The health system replaced traditional analog fax with its modern alternative, cloud fax, which is more secure, fully HIPAA-compliant, and far more cost-effective for hospitals and medical practices of all sizes. The new system boasts a plethora of features that facilitate streamlined workflows, such as:

  • Faxes sent and received directly from office applications. No more time and money wasted printing, scanning and shredding paper faxes.
  • Reduced errors as individual pages cannot get mixed up between faxes.
  • Administrators and clinicians can work securely and efficiently across multiple document types, devices, and locations.
  • Documents can be shared, annotated, digitally signed, forwarded and filed within a single electronic application.
  • Automatic distribution of incoming documents to the correct folder, department or location.

Cloud fax streamlines healthcare workflows, replacing the need for fax machines and fax servers, and will support healthcare organizations cloud and digital strategy.

#3 – Make the machines do it
​AI (Artificial Intelligence) has been a hot topic in the healthcare world for many years now, and as the benefits are starting to become more widely recognized, more organizations are beginning to adopt AI in an effort to improve workflow practices.

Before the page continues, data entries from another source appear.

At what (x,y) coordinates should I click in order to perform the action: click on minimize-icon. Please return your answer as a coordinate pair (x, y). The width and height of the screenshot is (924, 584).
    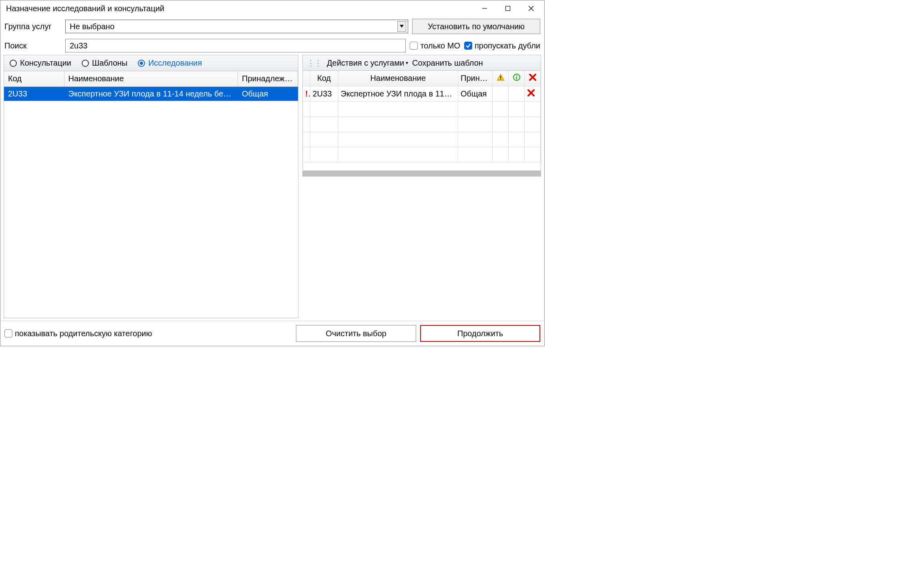
    Looking at the image, I should click on (485, 8).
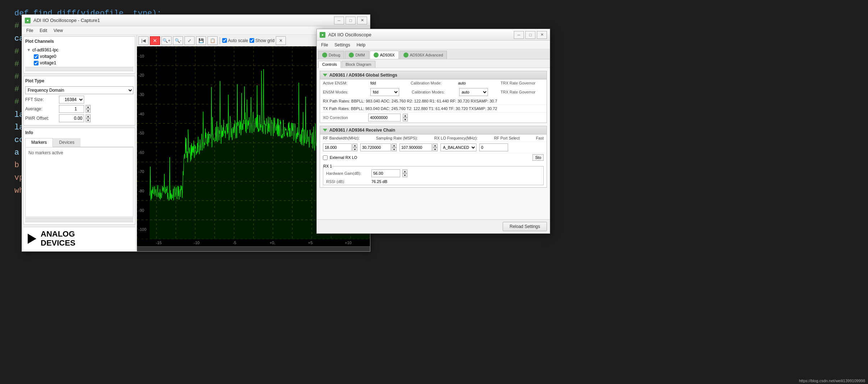  I want to click on close-button: ✕, so click(362, 20).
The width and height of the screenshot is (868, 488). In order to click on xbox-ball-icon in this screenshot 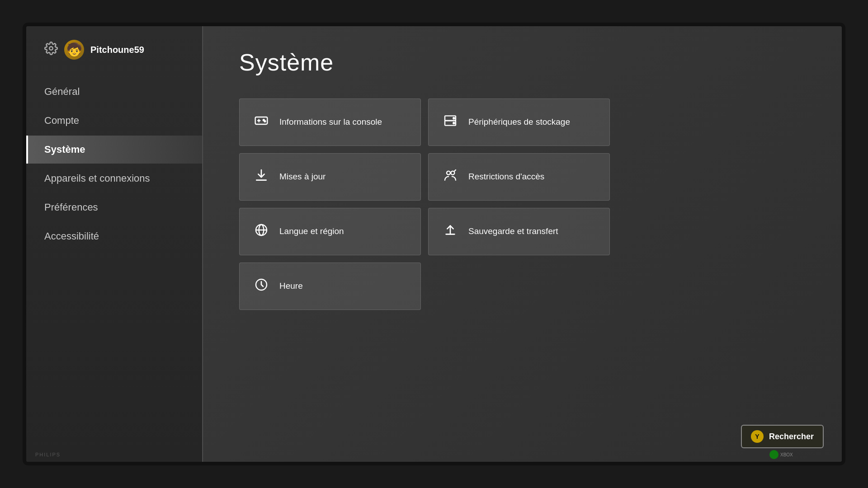, I will do `click(774, 455)`.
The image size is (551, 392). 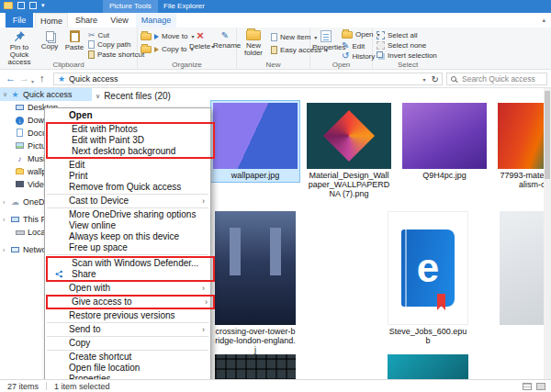 What do you see at coordinates (109, 44) in the screenshot?
I see `copy-path-button: Copy path` at bounding box center [109, 44].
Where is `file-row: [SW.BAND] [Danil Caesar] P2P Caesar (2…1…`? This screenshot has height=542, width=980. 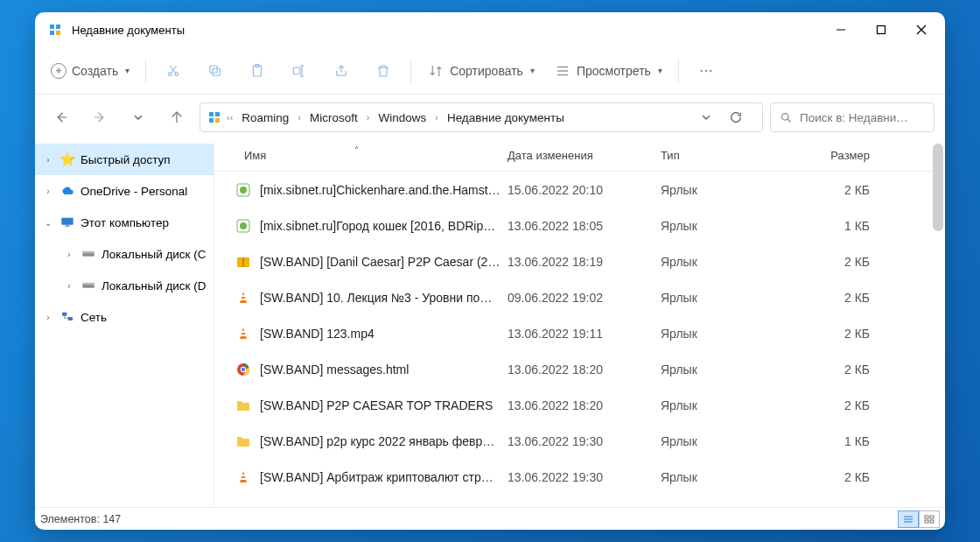 file-row: [SW.BAND] [Danil Caesar] P2P Caesar (2…1… is located at coordinates (579, 261).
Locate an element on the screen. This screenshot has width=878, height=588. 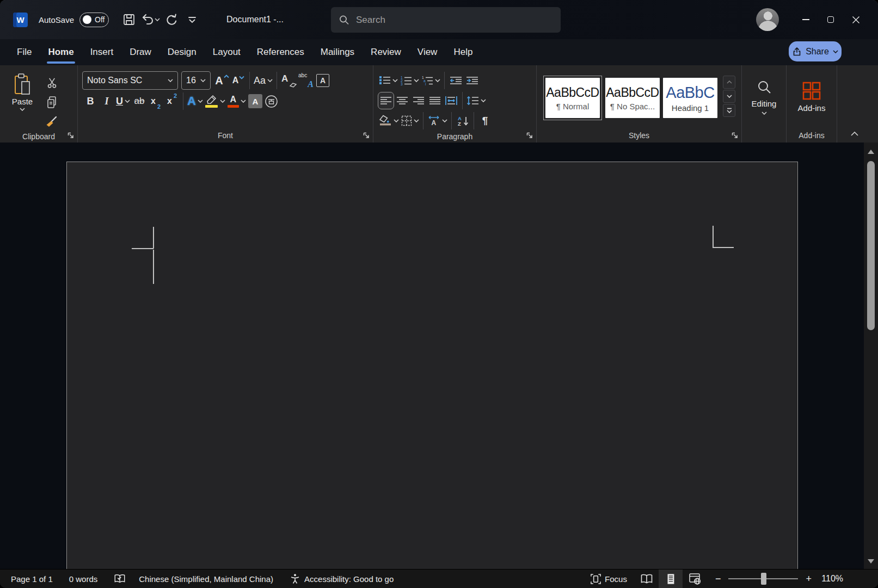
search-input is located at coordinates (455, 20).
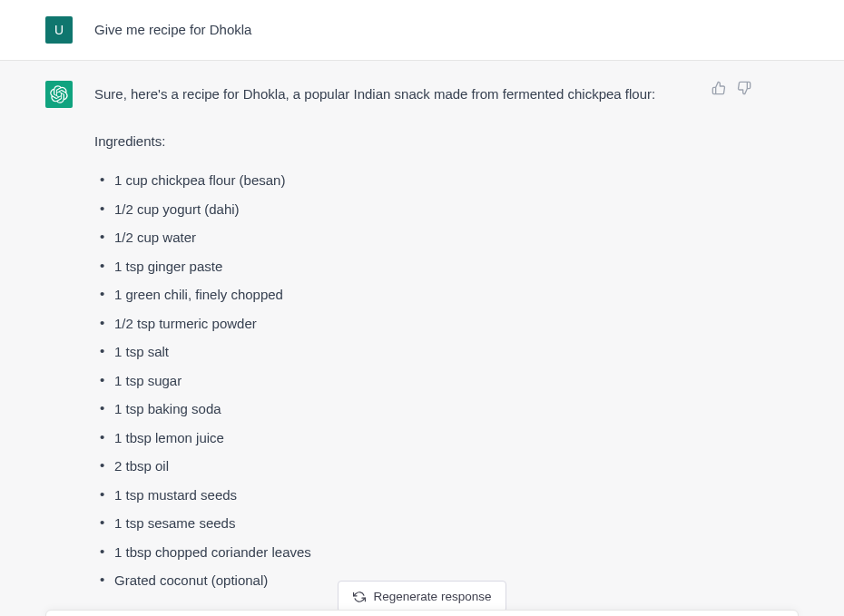 The height and width of the screenshot is (616, 844). Describe the element at coordinates (212, 552) in the screenshot. I see `ingredient-text: 1 tbsp chopped coriander leaves` at that location.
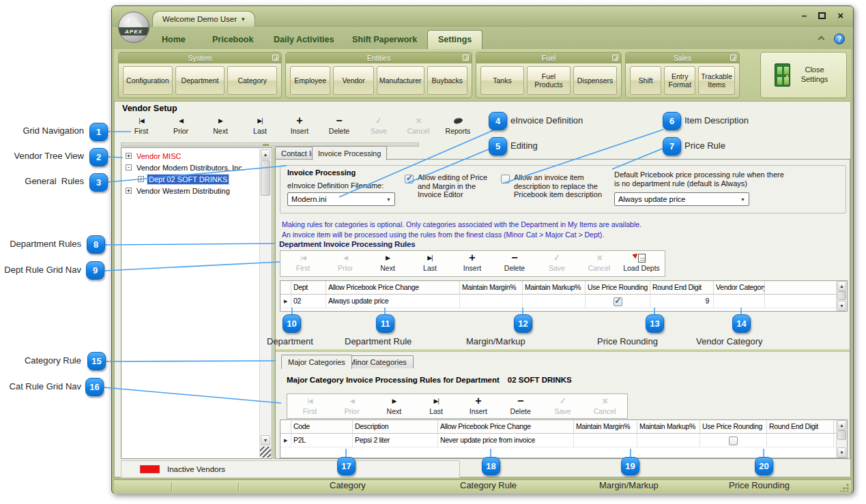 The height and width of the screenshot is (504, 866). I want to click on tab-minor-categories: Minor Categories, so click(378, 361).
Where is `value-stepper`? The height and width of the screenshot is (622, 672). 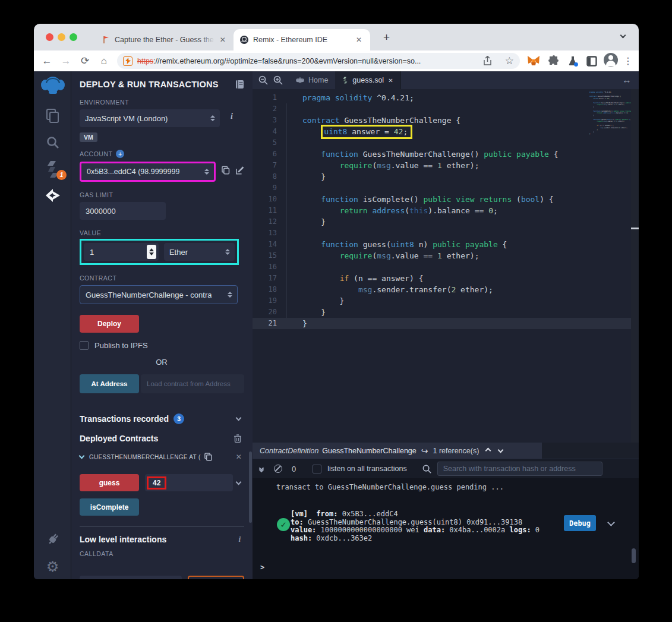 value-stepper is located at coordinates (152, 252).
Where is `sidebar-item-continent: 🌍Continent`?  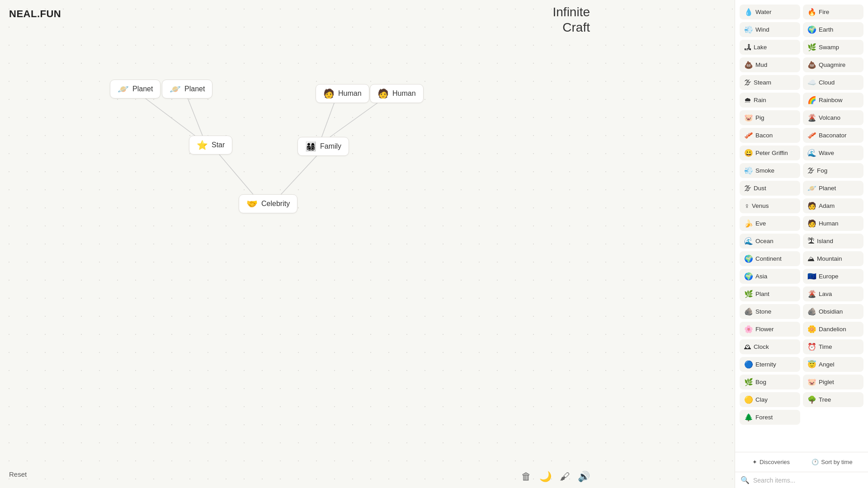 sidebar-item-continent: 🌍Continent is located at coordinates (770, 258).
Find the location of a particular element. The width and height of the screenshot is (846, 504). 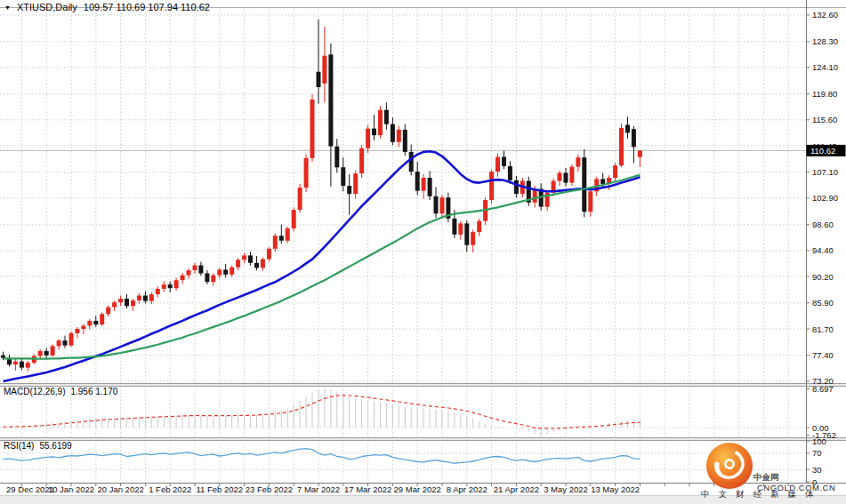

svg-text: 98.60 is located at coordinates (823, 224).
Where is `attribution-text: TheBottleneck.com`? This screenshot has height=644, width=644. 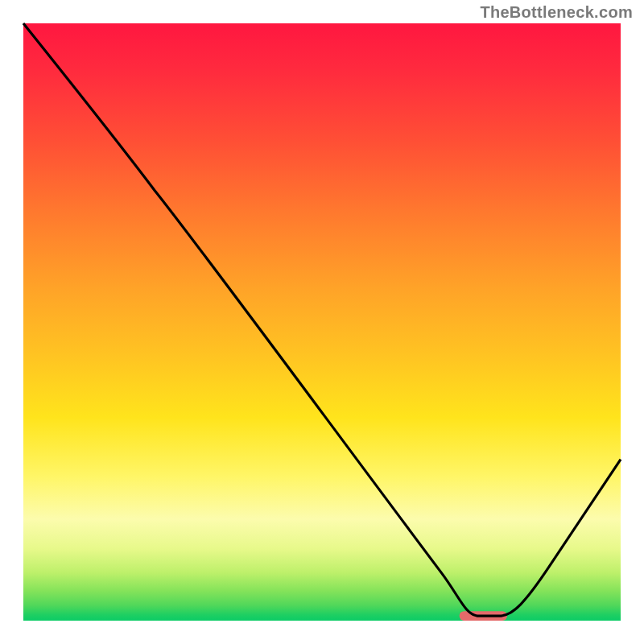 attribution-text: TheBottleneck.com is located at coordinates (556, 13).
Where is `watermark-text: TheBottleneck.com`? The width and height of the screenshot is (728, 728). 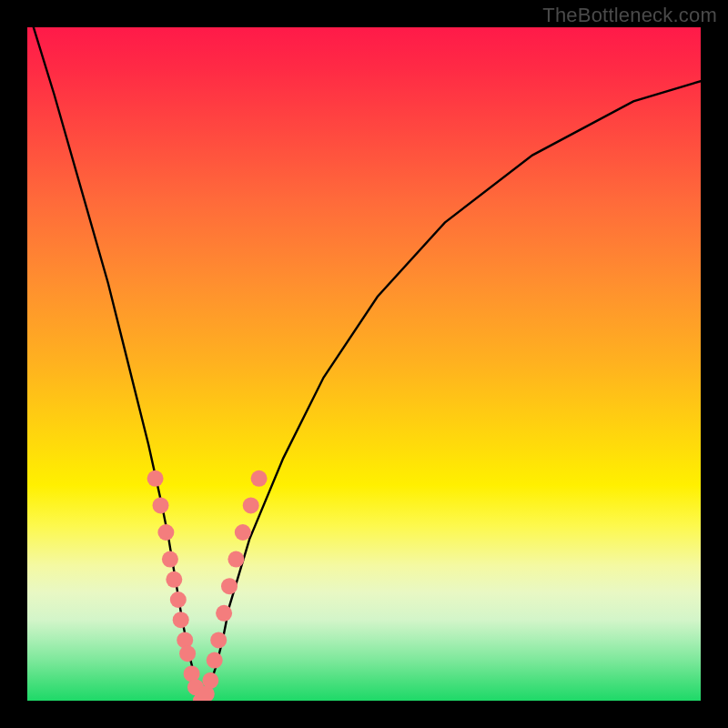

A recent article on AMA points to three ways medical AI can improve workflow for physicians:

  1. Point-of-care learning: AI can personalize content delivery to physicians as clinical questions arise, in order to minimize time spent searching for relevant information online or in textbooks.
  2. Clinical documentation: AI has the potential to complete clinical documentation tasks with greater efficiency, such as extracting relevant information from a physician’s free-text narrative and inserting it into appropriate structured data fields.
  3. Quality-measurement reporting: AI could replace manual data-collection processes by reviewing clinical documents and extracting information for quality reports and to populate missing data fields, saving physicians hours of work every week.

With a reported 37% of organizations already using AI in one form or another and a further 54% of healthcare pros expecting widespread adoption within the next five years, it’s safe to say AI has made the transition from industry buzzword to business asset. So long as IT leaders implement AI with a security-first mindset, the potential benefits are huge.

Successful management of acquiring and consolidating information from a variety of sources and formats – EHRs, claims, authorization and payer lists, and potentially, third party risk vendors – all with their own unique and disparate ways of identifying patients, is important to support for healthcare goals of improvement patient outcomes, revenue and quality and decreased cost and error rates.